[The Empire of Austria; Its Rise and Present Power by John S. C. Abbott]@TWC D-Link book
The Empire of Austria; Its Rise and Present Power

CHAPTER III
8/31

This grandeur, instead of satisfying the Austrian princes, did but increase their ambition.
The Austrian territories, though widely scattered, were declared, both by family compact and by imperial decree, to be indivisible.

Albert had a brother, Leopold, two years younger than himself, of exceedingly restless and ambitious spirit, while Albert was inactive, and a lover of ease and repose.

Leopold was sent to Switzerland, and intrusted with the administration of those provinces.

But his imperious spirit so dominated over his elder but pliant brother, that he extorted from him a compact, by which the realm was divided, Albert remaining in possession of the Austrian provinces of the Danube, and Leopold having exclusive dominion over those in Switzerland; while the magnificent new acquisition, the Tyrol, lying between the two countries, bounding Switzerland on the east, and Austria on the west, was shared between them.
Nothing can more clearly show the moderate qualities of Albert than that he should have assented to such a plan.

He did, however, with easy good nature, assent to it, and the two brothers applied to the Emperor Charles to ratify the division by his imperial sanction.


» WHAT THIS TASK INVOLVES:
Nothing in the records should be changed in the copy, though the pictures must be left out.

» Data tied to figure images:
......

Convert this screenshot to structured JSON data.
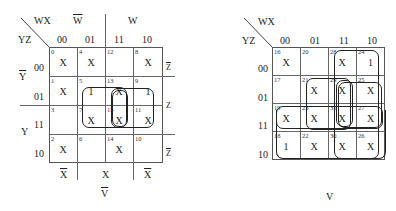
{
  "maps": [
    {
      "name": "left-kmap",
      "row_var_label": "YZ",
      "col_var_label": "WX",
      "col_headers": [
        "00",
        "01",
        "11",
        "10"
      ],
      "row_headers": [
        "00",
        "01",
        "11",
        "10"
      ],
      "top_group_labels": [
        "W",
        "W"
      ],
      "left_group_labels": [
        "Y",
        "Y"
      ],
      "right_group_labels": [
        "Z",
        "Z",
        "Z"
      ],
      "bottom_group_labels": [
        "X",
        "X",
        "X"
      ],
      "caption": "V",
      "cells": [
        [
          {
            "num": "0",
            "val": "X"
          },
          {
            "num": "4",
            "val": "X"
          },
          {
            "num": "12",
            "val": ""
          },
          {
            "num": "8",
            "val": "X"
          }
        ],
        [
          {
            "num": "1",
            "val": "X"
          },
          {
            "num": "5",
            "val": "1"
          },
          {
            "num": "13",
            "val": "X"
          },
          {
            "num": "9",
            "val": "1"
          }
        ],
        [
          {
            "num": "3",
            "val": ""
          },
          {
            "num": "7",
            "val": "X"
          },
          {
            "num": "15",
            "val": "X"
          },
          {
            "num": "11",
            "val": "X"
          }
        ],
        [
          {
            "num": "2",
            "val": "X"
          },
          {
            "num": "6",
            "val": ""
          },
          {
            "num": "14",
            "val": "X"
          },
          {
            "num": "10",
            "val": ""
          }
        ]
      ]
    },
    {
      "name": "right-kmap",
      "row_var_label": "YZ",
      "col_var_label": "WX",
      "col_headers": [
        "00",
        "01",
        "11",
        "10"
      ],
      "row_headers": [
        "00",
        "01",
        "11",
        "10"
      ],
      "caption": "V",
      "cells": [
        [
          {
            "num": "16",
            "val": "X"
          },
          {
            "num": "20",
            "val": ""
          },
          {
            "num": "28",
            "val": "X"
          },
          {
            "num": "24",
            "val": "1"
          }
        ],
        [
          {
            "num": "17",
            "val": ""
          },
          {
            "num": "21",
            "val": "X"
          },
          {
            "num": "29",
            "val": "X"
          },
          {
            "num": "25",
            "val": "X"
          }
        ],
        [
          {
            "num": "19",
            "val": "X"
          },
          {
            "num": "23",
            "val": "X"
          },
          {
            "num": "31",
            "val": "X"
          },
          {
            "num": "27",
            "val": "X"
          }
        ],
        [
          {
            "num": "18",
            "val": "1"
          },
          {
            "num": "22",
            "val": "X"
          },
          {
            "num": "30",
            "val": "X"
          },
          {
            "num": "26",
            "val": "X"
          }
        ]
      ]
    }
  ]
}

......

» EXERCISE RESPONSE:
Convert this screenshot to structured JSON data.
{
  "maps": [
    {
      "name": "left-kmap",
      "row_var_label": "YZ",
      "col_var_label": "WX",
      "col_headers": [
        "00",
        "01",
        "11",
        "10"
      ],
      "row_headers": [
        "00",
        "01",
        "11",
        "10"
      ],
      "top_group_labels": [
        "W",
        "W"
      ],
      "left_group_labels": [
        "Y",
        "Y"
      ],
      "right_group_labels": [
        "Z",
        "Z",
        "Z"
      ],
      "bottom_group_labels": [
        "X",
        "X",
        "X"
      ],
      "caption": "V",
      "cells": [
        [
          {
            "num": "0",
            "val": "X"
          },
          {
            "num": "4",
            "val": "X"
          },
          {
            "num": "12",
            "val": ""
          },
          {
            "num": "8",
            "val": "X"
          }
        ],
        [
          {
            "num": "1",
            "val": "X"
          },
          {
            "num": "5",
            "val": "1"
          },
          {
            "num": "13",
            "val": "X"
          },
          {
            "num": "9",
            "val": "1"
          }
        ],
        [
          {
            "num": "3",
            "val": ""
          },
          {
            "num": "7",
            "val": "X"
          },
          {
            "num": "15",
            "val": "X"
          },
          {
            "num": "11",
            "val": "X"
          }
        ],
        [
          {
            "num": "2",
            "val": "X"
          },
          {
            "num": "6",
            "val": ""
          },
          {
            "num": "14",
            "val": "X"
          },
          {
            "num": "10",
            "val": ""
          }
        ]
      ]
    },
    {
      "name": "right-kmap",
      "row_var_label": "YZ",
      "col_var_label": "WX",
      "col_headers": [
        "00",
        "01",
        "11",
        "10"
      ],
      "row_headers": [
        "00",
        "01",
        "11",
        "10"
      ],
      "caption": "V",
      "cells": [
        [
          {
            "num": "16",
            "val": "X"
          },
          {
            "num": "20",
            "val": ""
          },
          {
            "num": "28",
            "val": "X"
          },
          {
            "num": "24",
            "val": "1"
          }
        ],
        [
          {
            "num": "17",
            "val": ""
          },
          {
            "num": "21",
            "val": "X"
          },
          {
            "num": "29",
            "val": "X"
          },
          {
            "num": "25",
            "val": "X"
          }
        ],
        [
          {
            "num": "19",
            "val": "X"
          },
          {
            "num": "23",
            "val": "X"
          },
          {
            "num": "31",
            "val": "X"
          },
          {
            "num": "27",
            "val": "X"
          }
        ],
        [
          {
            "num": "18",
            "val": "1"
          },
          {
            "num": "22",
            "val": "X"
          },
          {
            "num": "30",
            "val": "X"
          },
          {
            "num": "26",
            "val": "X"
          }
        ]
      ]
    }
  ]
}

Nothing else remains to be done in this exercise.